Vicki squinted out the window beside her. The sun was shining. Had the sun been shining in Toronto? She couldn't remember.
"Winter's better for business, mind you. Who wants to walk when the slush is as high as your hubcaps, eh? Still, April's not so bad as long as we get a lot of rain. Let it rain, that's what I say. You going to be in Kingston long?"
"I don't know."
"Visiting relatives?
"Yes." My Mother. She's dead.
Something in that single syllable convinced the cabbie his fare wasn't in the mood for conversation and that further questions might be better left unasked. Humming tunelessly, he left her to relative silence.
An attempt had been made to blend the formed concrete of the new Life Sciences Complex in with the older, limestone structures of the university, but it hadn't been entirely successful.
"Progress," the cabbie ventured, as Vicki opened the back door, his tongue loosened by a sizable tip.
"Still, the kids need more than a couple of Bunsen burners and a rack of test tubes to do meaningful research these days, eh? Paper says some grad student took out a patent on a germ."
Vicki, who'd handed him a twenty because it was the first bill she'd pulled out of her wallet, ignored him.
He shook his head as he watched her stride up the walk, back rigidly straight, overnight bag carried like a weapon, and decided against suggesting that she have a nice day.
"Mrs. Shaw? I'm Vicki Nelson... "
The tiny woman behind the desk leapt to her feet and held out both hands. "Oh, yes, of course you are. You poor dear, did you come all the way from Toronto?"
Vicki stepped back but couldn't avoid having her right hand clutched and wrung. Before she could speak, Mrs. Shaw rushed on.
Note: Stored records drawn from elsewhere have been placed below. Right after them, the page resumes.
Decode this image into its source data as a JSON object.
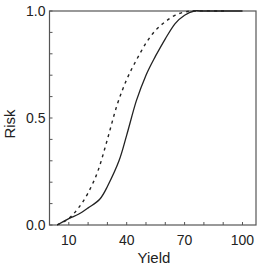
{
  "chart_data": {
    "type": "line",
    "title": "",
    "xlabel": "Yield",
    "ylabel": "Risk",
    "xlim": [
      0,
      107
    ],
    "ylim": [
      0,
      1.0
    ],
    "x_ticks": [
      10,
      40,
      70,
      100
    ],
    "x_minor_step": 10,
    "y_ticks": [
      0.0,
      0.5,
      1.0
    ],
    "y_tick_labels": [
      "0.0",
      "0.5",
      "1.0"
    ],
    "y_minor_step": 0.1,
    "grid": false,
    "legend": null,
    "series": [
      {
        "name": "solid",
        "style": "solid",
        "x": [
          4,
          10,
          15,
          20,
          26,
          30,
          36,
          40,
          45,
          50,
          55,
          60,
          65,
          70,
          75,
          80,
          100
        ],
        "values": [
          0.0,
          0.03,
          0.05,
          0.08,
          0.12,
          0.18,
          0.3,
          0.42,
          0.58,
          0.7,
          0.79,
          0.87,
          0.94,
          0.98,
          1.0,
          1.0,
          1.0
        ]
      },
      {
        "name": "dashed",
        "style": "dashed",
        "x": [
          4,
          10,
          15,
          20,
          25,
          30,
          35,
          40,
          45,
          50,
          55,
          60,
          65,
          70,
          75,
          92
        ],
        "values": [
          0.0,
          0.03,
          0.08,
          0.15,
          0.25,
          0.4,
          0.56,
          0.68,
          0.77,
          0.85,
          0.91,
          0.95,
          0.98,
          0.995,
          1.0,
          1.0
        ]
      }
    ]
  }
}
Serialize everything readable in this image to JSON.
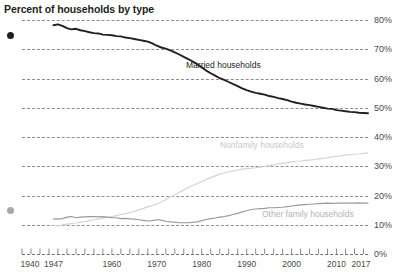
{
  "chart_data": {
    "type": "line",
    "title": "Percent of households by type",
    "xlabel": "",
    "ylabel": "",
    "ylim": [
      0,
      80
    ],
    "xlim": [
      1940,
      2017
    ],
    "grid": true,
    "legend_position": "inline-annotations",
    "y_ticks": [
      "0%",
      "10%",
      "20%",
      "30%",
      "40%",
      "50%",
      "60%",
      "70%",
      "80%"
    ],
    "y_tick_values": [
      0,
      10,
      20,
      30,
      40,
      50,
      60,
      70,
      80
    ],
    "x_ticks": [
      "1940",
      "1947",
      "1960",
      "1970",
      "1980",
      "1990",
      "2000",
      "2010",
      "2017"
    ],
    "x_tick_values": [
      1940,
      1947,
      1960,
      1970,
      1980,
      1990,
      2000,
      2010,
      2017
    ],
    "series": [
      {
        "name": "Married households",
        "color": "#231f20",
        "x": [
          1947,
          1948,
          1949,
          1950,
          1951,
          1952,
          1953,
          1954,
          1955,
          1956,
          1957,
          1958,
          1959,
          1960,
          1961,
          1962,
          1963,
          1964,
          1965,
          1966,
          1967,
          1968,
          1969,
          1970,
          1971,
          1972,
          1973,
          1974,
          1975,
          1976,
          1977,
          1978,
          1979,
          1980,
          1981,
          1982,
          1983,
          1984,
          1985,
          1986,
          1987,
          1988,
          1989,
          1990,
          1991,
          1992,
          1993,
          1994,
          1995,
          1996,
          1997,
          1998,
          1999,
          2000,
          2001,
          2002,
          2003,
          2004,
          2005,
          2006,
          2007,
          2008,
          2009,
          2010,
          2011,
          2012,
          2013,
          2014,
          2015,
          2016,
          2017
        ],
        "values": [
          78.2,
          78.5,
          78.0,
          77.2,
          76.8,
          77.0,
          76.5,
          76.2,
          75.8,
          75.5,
          75.4,
          75.0,
          74.9,
          74.8,
          74.5,
          74.4,
          74.0,
          73.8,
          73.5,
          73.2,
          72.9,
          72.6,
          72.0,
          71.2,
          70.6,
          70.2,
          69.6,
          68.9,
          68.2,
          67.4,
          66.6,
          65.8,
          64.9,
          63.8,
          62.7,
          61.8,
          61.0,
          60.1,
          59.5,
          58.8,
          58.1,
          57.4,
          56.6,
          56.0,
          55.5,
          55.1,
          54.8,
          54.5,
          54.0,
          53.7,
          53.3,
          53.0,
          52.6,
          52.1,
          51.7,
          51.4,
          51.1,
          50.9,
          50.6,
          50.3,
          50.0,
          49.7,
          49.6,
          49.2,
          49.0,
          48.8,
          48.6,
          48.5,
          48.3,
          48.2,
          48.1
        ]
      },
      {
        "name": "Nonfamily households",
        "color": "#d3d3d3",
        "x": [
          1947,
          1948,
          1949,
          1950,
          1951,
          1952,
          1953,
          1954,
          1955,
          1956,
          1957,
          1958,
          1959,
          1960,
          1961,
          1962,
          1963,
          1964,
          1965,
          1966,
          1967,
          1968,
          1969,
          1970,
          1971,
          1972,
          1973,
          1974,
          1975,
          1976,
          1977,
          1978,
          1979,
          1980,
          1981,
          1982,
          1983,
          1984,
          1985,
          1986,
          1987,
          1988,
          1989,
          1990,
          1991,
          1992,
          1993,
          1994,
          1995,
          1996,
          1997,
          1998,
          1999,
          2000,
          2001,
          2002,
          2003,
          2004,
          2005,
          2006,
          2007,
          2008,
          2009,
          2010,
          2011,
          2012,
          2013,
          2014,
          2015,
          2016,
          2017
        ],
        "values": [
          9.8,
          9.6,
          9.9,
          10.2,
          10.4,
          10.6,
          10.9,
          11.1,
          11.4,
          11.7,
          11.9,
          12.2,
          12.5,
          12.8,
          13.1,
          13.5,
          13.8,
          14.2,
          14.6,
          15.1,
          15.6,
          16.1,
          16.6,
          17.1,
          17.8,
          18.6,
          19.4,
          20.2,
          21.1,
          21.9,
          22.7,
          23.4,
          24.1,
          24.8,
          25.5,
          26.1,
          26.7,
          27.3,
          27.7,
          28.1,
          28.4,
          28.7,
          29.0,
          29.2,
          29.3,
          29.5,
          29.7,
          29.9,
          30.2,
          30.5,
          30.8,
          31.0,
          31.2,
          31.5,
          31.7,
          31.8,
          32.0,
          32.1,
          32.3,
          32.5,
          32.7,
          32.9,
          33.1,
          33.4,
          33.6,
          33.8,
          34.0,
          34.1,
          34.2,
          34.4,
          34.5
        ]
      },
      {
        "name": "Other family households",
        "color": "#9a9a9a",
        "x": [
          1947,
          1948,
          1949,
          1950,
          1951,
          1952,
          1953,
          1954,
          1955,
          1956,
          1957,
          1958,
          1959,
          1960,
          1961,
          1962,
          1963,
          1964,
          1965,
          1966,
          1967,
          1968,
          1969,
          1970,
          1971,
          1972,
          1973,
          1974,
          1975,
          1976,
          1977,
          1978,
          1979,
          1980,
          1981,
          1982,
          1983,
          1984,
          1985,
          1986,
          1987,
          1988,
          1989,
          1990,
          1991,
          1992,
          1993,
          1994,
          1995,
          1996,
          1997,
          1998,
          1999,
          2000,
          2001,
          2002,
          2003,
          2004,
          2005,
          2006,
          2007,
          2008,
          2009,
          2010,
          2011,
          2012,
          2013,
          2014,
          2015,
          2016,
          2017
        ],
        "values": [
          12.0,
          11.9,
          12.1,
          12.6,
          12.8,
          12.4,
          12.6,
          12.7,
          12.8,
          12.8,
          12.7,
          12.8,
          12.6,
          12.4,
          12.4,
          12.1,
          12.2,
          12.0,
          11.9,
          11.7,
          11.5,
          11.3,
          11.4,
          11.7,
          11.6,
          11.2,
          11.0,
          10.9,
          10.7,
          10.7,
          10.7,
          10.8,
          11.0,
          11.4,
          11.8,
          12.1,
          12.3,
          12.6,
          12.8,
          13.1,
          13.5,
          13.9,
          14.4,
          14.8,
          15.2,
          15.4,
          15.5,
          15.6,
          15.8,
          15.8,
          15.9,
          16.0,
          16.2,
          16.4,
          16.6,
          16.8,
          16.9,
          17.0,
          17.1,
          17.2,
          17.3,
          17.4,
          17.3,
          17.4,
          17.4,
          17.4,
          17.4,
          17.4,
          17.5,
          17.4,
          17.4
        ]
      }
    ],
    "annotations": [
      {
        "text": "Married households",
        "series": "Married households"
      },
      {
        "text": "Nonfamily households",
        "series": "Nonfamily households"
      },
      {
        "text": "Other family households",
        "series": "Other family households"
      }
    ]
  },
  "markers": {
    "married_dot_color": "#231f20",
    "nonfamily_dot_color": "#a8a8a8"
  }
}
"Of course you did. I mean you were in Toronto when I called and now you're here." She laughed, a little embarrassed, and let go of Vicki's hand. "I'm sorry. It's just... well, your mother and I were friends, we'd worked together for almost five years and when she... I mean, when... It was just... such a terrible shock."
Vicki stared down at the tears welling up in the older woman's eyes and realized to her horror that she didn't have the faintest idea of what to say. All the words of comfort she'd spoken over the years to help ease a thousand different types of grief, all the training, all the experience, she could find none of it.
"I'm sorry." Mrs. Shaw dug into her sleeve and pulled out a damp and wrinkled tissue. "It's just every time I think of it... I can't help... "
"Which is why I keep telling you, you should go home."